One of the favorite classes I teach is on giving feedback. It’s an art. And it’s a science, whose inner laws were taught me by my friend and mentor Mary Ann Hastings. I keep learning to “paint” with the feedback brush and to refine my understanding of the scientific laws of feedback. Last week I got a great lesson.

My undergraduates and I were practicing coaching, taking it from concept to real-time practice. I and most of them, I believe, feel pretty proud about the positive community we have created. But our purpose is not just to feel positive. It’s to feel good about each other while — and so that – we can grow in leadership skills.
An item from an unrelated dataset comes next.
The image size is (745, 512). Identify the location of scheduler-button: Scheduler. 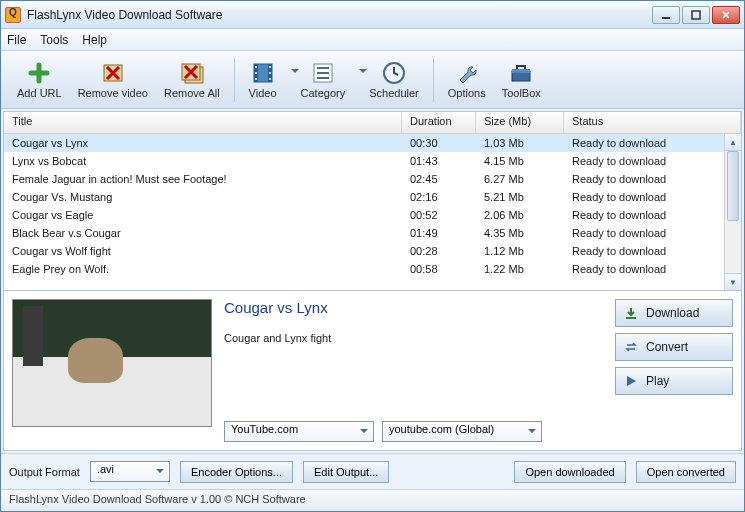
(394, 80).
One student is not your average undergrad. Instead, he’s about 30, a retired sergeant who served multiple missions in the Middle East. When someone asked about coaching up– to a boss – I invited him to share how it worked in the army.
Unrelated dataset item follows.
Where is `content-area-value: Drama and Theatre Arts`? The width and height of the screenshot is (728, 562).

His first response was that they always hold AAR’s — After Action Reviews – so it’s common to share feedback and continuously learn; the bosses thus get near-instantaneous feedback. I wanted to narrow in. “But what about when you felt like you needed to give a lieutenant feedback in order to help him lead well. What would you say?” He replied, “I’d say, ‘Hey, L.T., can we grab a cup of coffee?” “Okay,” I continued, “and then what would say?” He replied, “I’d say L.T., you really fucked that up.” He went on to say that an LT (lieutenant) might have only been in action for 7 weeks after his schooling, and that he couldn’t afford to lose the respect of his troops. “I learned that the best way to be respected [by my command officer] was to be brutally honest.”

The class got a jolt and a laugh from the profanity, but we all got a lesson that the modern army is not all yes-sir, no-sir, but that it thrives on truth-telling and openness.
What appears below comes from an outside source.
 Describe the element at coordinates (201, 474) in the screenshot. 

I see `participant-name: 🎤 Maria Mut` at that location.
This young man has worked his way through PTSD; being a veteran ain’t all roses. But I hope this brief lesson he shared on management also indicates that there are some awesome vets who can contribute immensely to the work we do, as we all try to

Lead with our best self,
Dan

  • Happy Veteran’s Day Eve to my fellow vets… thanks for your service. And Dan, thanks… that’s the most creative f…..g way to make a couple of coaching points you’ve used. Lack of brutal honesty has led to disaster at the VA, and it wouldn’t hurt to give it a try in Washington.

    • WillHart,
      Maybe we should stop saying “brutal” honesty. To Mark John’s point above and my response to him, it conjures the NEED for DEFENSE. The sergeant’s feedback was strong, for sure, but I’m not sure we should say brutal. Brutal almost suggests a desire to hurt with the truth. The truth about the VA and veterans’ suicide IS a brutal fact, but if it’s delivered with brutality it will NEVER be heard. People who drop bombs in the name of “brutal honesty” are doing their own violence.
      D.

  • Please name some employers, an employee could speech this frankly to their superiors, without getting fired. Other government agencies for the same.

    • Mark John,
      You are skeptical. I get that. That is your challenge. If you don’t believe people can hear honest feedback, you will (wisely) not give it, or you will give it in a way that you will expect to get clobbered and you will help create that prophetic truth.
      If YOU believe feedback helps you. And if YOU believe you are giving feedback to help someone else. Then you can get to a place where you can give such candid feedback as the sergeant did. The point is not to push the frontier and drop f-bombs. The point is to — over time — create the level of trust in each other — trust that you want to HELP each other — that you connect with each other’s desire to grow, not each other’s need to defend themselves from attack on their vulnerable ego.
      No. It’s not easy. Yes. I gave you a really wild example.
      But yes, that IS real. MOST people I have worked with I HAVE had this level of honesty. It takes time and sensitivity and some wounding, but it’s worth the risk.
      D.

  • Dan, et al,
    Yes let’s drop the “Brutal” as that does connote looking for a fight.
    Let me try this. Mark Twain said “A half-truth is the highest form of cowardice.” And I’ll add my take; it’s also the verbal tender of people who don’t trust each other. When spin is applied regularly, trust is diminished. Perhaps a coaching technique could be a variation of the “Broken Window practice of policing. Broken windows (and other small infractions) are dealt with immediately so as not to have examples of undesirable behaviors visible to give people “permission” to go to the next level. So call people out when you sense spinning is becoming acceptable. Now I’ll reiterate the VA and Washington are examples of spinathons that have resulted in trust-free zones with disastrous results.